Health Sweden: Eating needles from young Christmas trees is safe

SDA

9.1.2025 - 06:30

"Eat your Christmas tree": The unusual request from the city of Ghent to its residents has brought the food safety authority AFSCA in Belgium onto the scene. (archive picture)
"Eat your Christmas tree": The unusual request from the city of Ghent to its residents has brought the food safety authority AFSCA in Belgium onto the scene. (archive picture)
Keystone

Belgian authorities have warned against eating Christmas trees. Swedish experts disagree and recommend the needles of young, untreated trees for the production of foods such as flavored butter.

Keystone-SDA

The Swedish Food Safety Authority said on Wednesday that it agrees with its Belgian counterparts that store-bought Christmas trees are not suitable as food because they may have been treated with pesticides "that are not approved for edible plants".

Anneli Widenfalk, a toxicologist at the Swedish authority, explained in an email to the AFP news agency that the Swedish custom of collecting needles from young trees and using them in food is safe in limited quantities. This is usually done "in May or June, when they are still small and tender and the tree has probably not yet been treated with chemicals", she emphasized. The conifers can be used to make flavored butter, tea, syrup or to flavor alcohol.

Food authority warns of "deadly consequences"

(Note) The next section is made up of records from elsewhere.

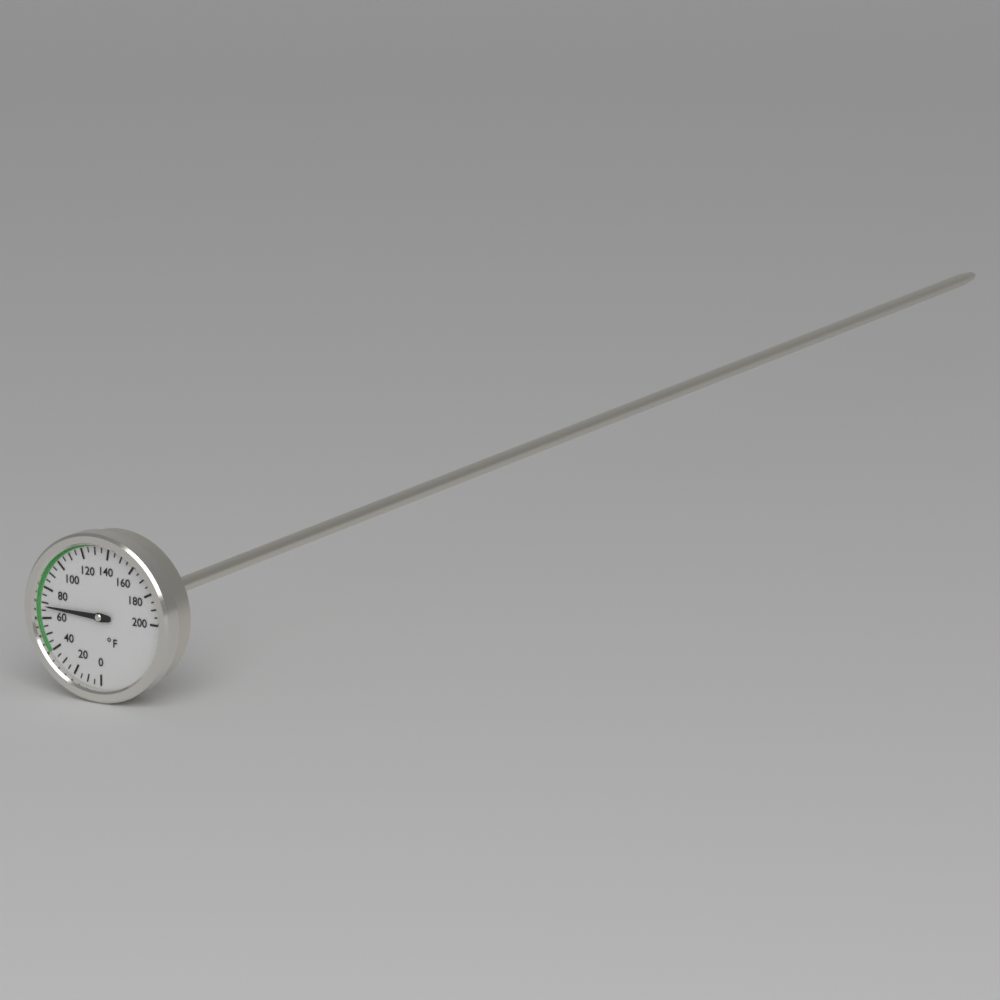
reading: 68 °F
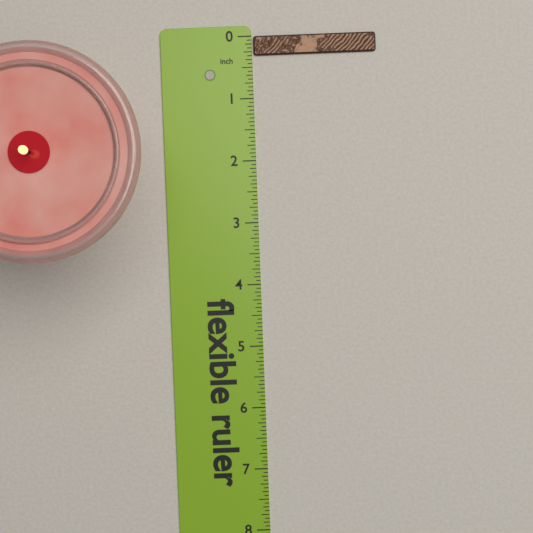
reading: 0.3125 in
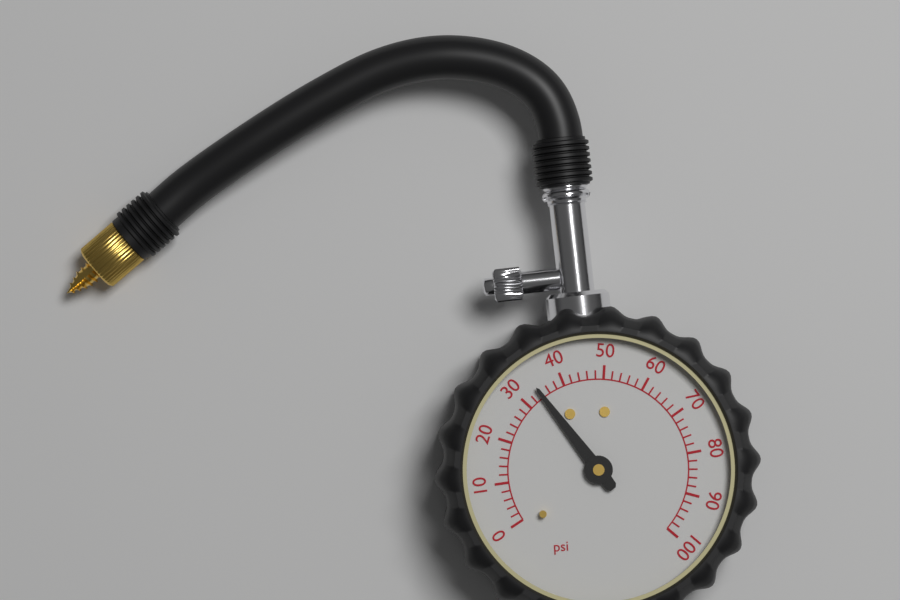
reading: 34 psi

The Belgian food safety authority AFSCA warned on Tuesday that there is "no guarantee that Christmas trees are safe for consumption by humans or animals" and advised against eating them due to the use of pesticides during cultivation.

The warning was prompted by a request from the city of Ghent to eat Christmas tree needles. The website of the city in the northern Belgian region of Flanders, which is considered a stronghold of climate protectionists, enthusiastically referred to examples from Scandinavia. One suggestion was to blanch and dry the needles in order to use them to make flavored butter - a traditional Swedish recipe.

The AFSCA in Belgium apparently didn't think much of the idea. "Christmas trees are not intended to enter the food chain," the authority said in a statement. The use of flame retardants could "even have fatal consequences", the authority warned.

Ghent city council apparently heeded the warning and changed the message on its website from "Eat your Christmas tree" to "Scandinavians eat their Christmas trees".